The restoration of the Casa Encendida building was entrusted to Carlos Manzano and Associates, who carried out the renovation project in 1999 and completed it in 2002. The refurbishment project kept the essence of the building intact, respecting its historical and artistic value. Carlos Manzano had to reconvert the eclectic building designed by architect Fernando Arbós into a centre that was to be devoted to a variety of multidisciplinary, artistic and environmental activities aimed at a wide public.

The versatile nature of the building’s new purpose, which was to involve a series of different activities, allowed the site to be adapted to its new uses and needs with hardly any structural transformation, preserving the architectural and spatial values that make it such a unique example of 20th century Madrid architecture. The inside of the building was completely renovated, to eliminate architectural barriers and make the facilities accessible to all different groups of the population.

As for the interior layout and design, the courtyard remains the central axis of the building, as a place of passage but also as a live space in which multiple activities take place. La Casa Encendida has a usable surface area of approximately 6,500 square metres, distributed over four floors and a roof terrace, just like the Arbós building.

The basement houses the auditorium (with a capacity for 175 people), an audiovisual room (for 72 people) and two exhibition rooms (spaces E and D) with no natural lighting. The basement is connected to the main floor by a concrete staircase with an aluminium railing. Here we find the courtyard (with a surface area of approximately 300 square metres), the shop and three more exhibition rooms (spaces A, B and C), two of which are connected to each other.

Institutional history

La Casa Encendida was inaugurated on 3 December 2002, as a cultural and social centre belonging to Caja Madrid’s Obra Social [Social Foundation of the Madrid Savings Bank]. José Guirao, until then the director of the Museo Reina Sofía, was appointed head of the institution.

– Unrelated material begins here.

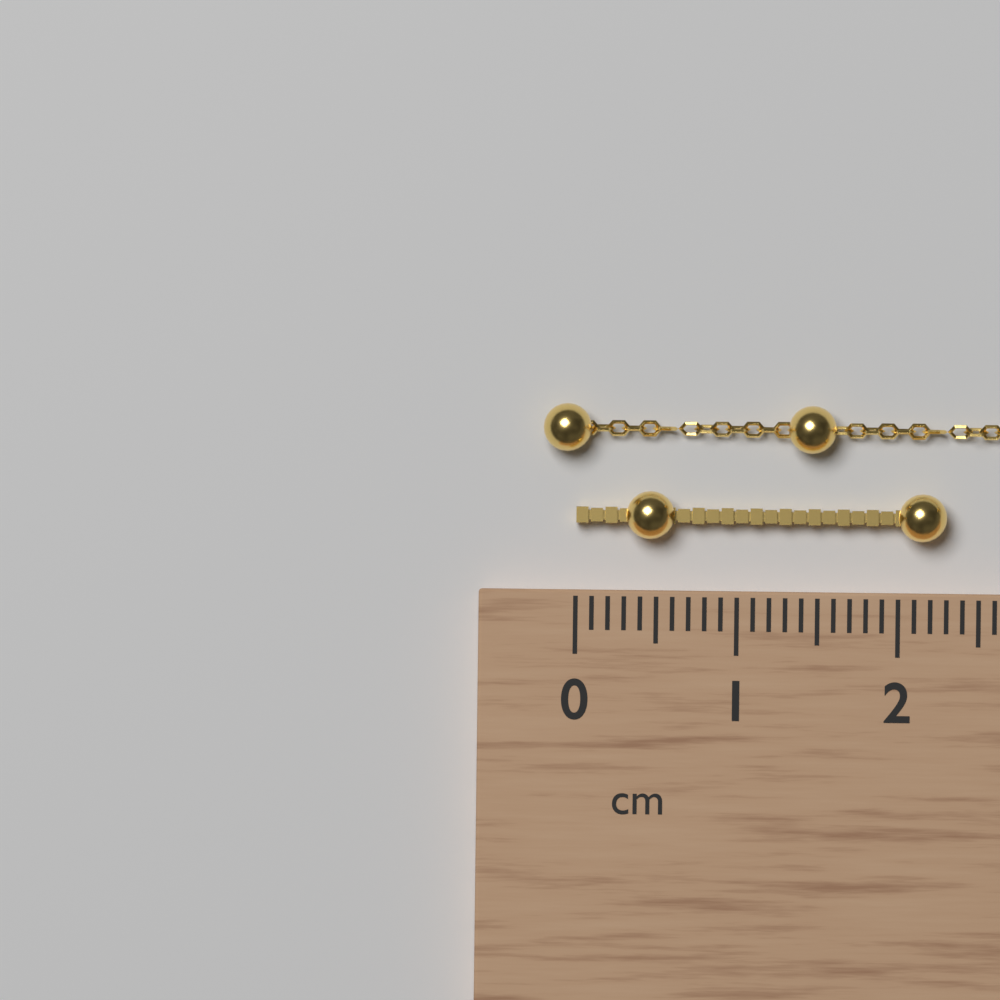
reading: 2.3 cm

La Casa Encendida – which takes its name from the book-length poem of the same title by writer Luis Rosales – is a pioneering project in Spain, combining social and environmental concerns, cutting-edge multidisciplinary cultural programming, support for creation, and a vocation as a training and resource centre for creative endeavours.

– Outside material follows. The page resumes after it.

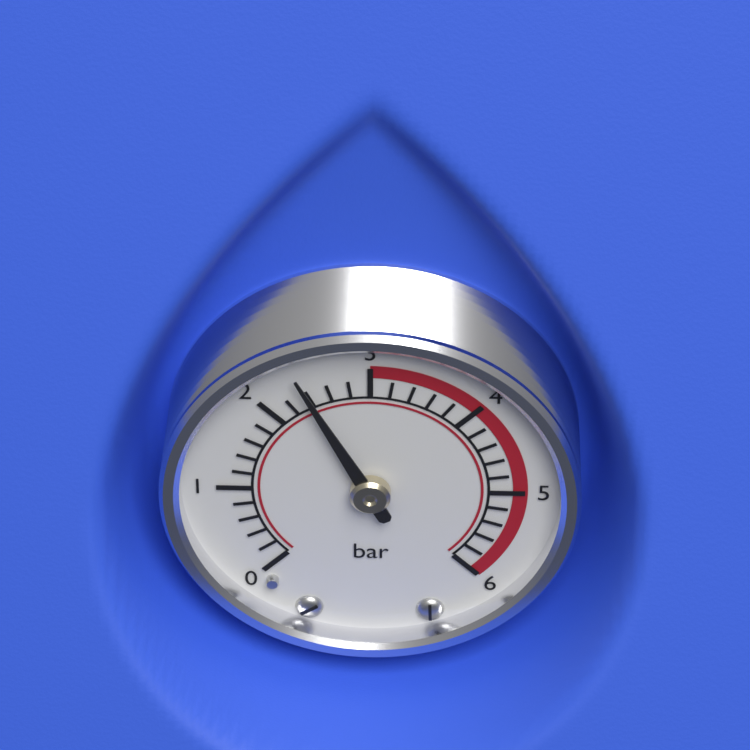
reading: 2.4 bar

In just a few years it became a reference institution in the Lavapiés neighbourhood, in Madrid and in the rest of the country, a successful model that has been and continues to be replicated in many different cities.

In 2010, along with other savings banks, Caja Madrid – and its Obra Social – merged into the Banco Financiero y de Ahorros [Financial and Savings Bank], later known as Bankia. All non-financial branches of the business – the Monte de Piedad, the Fundación Caja Madrid and the Obra Social – were left out of Bankia, including La Casa Encendida.

In 2012, these assets that did not belong to Bankia were renamed Fundación Especial Caja Madrid, which finally took on the definite name of Fundación Montemadrid in 2014.

The director of La Casa Encendida, José Guirao, was then appointed head of the Fundación Montemadrid, and Lucía Casani Fraile – formerly in charge of Culture – became the director of La Casa Encendida, a project that celebrated its twentieth anniversary in December 2022.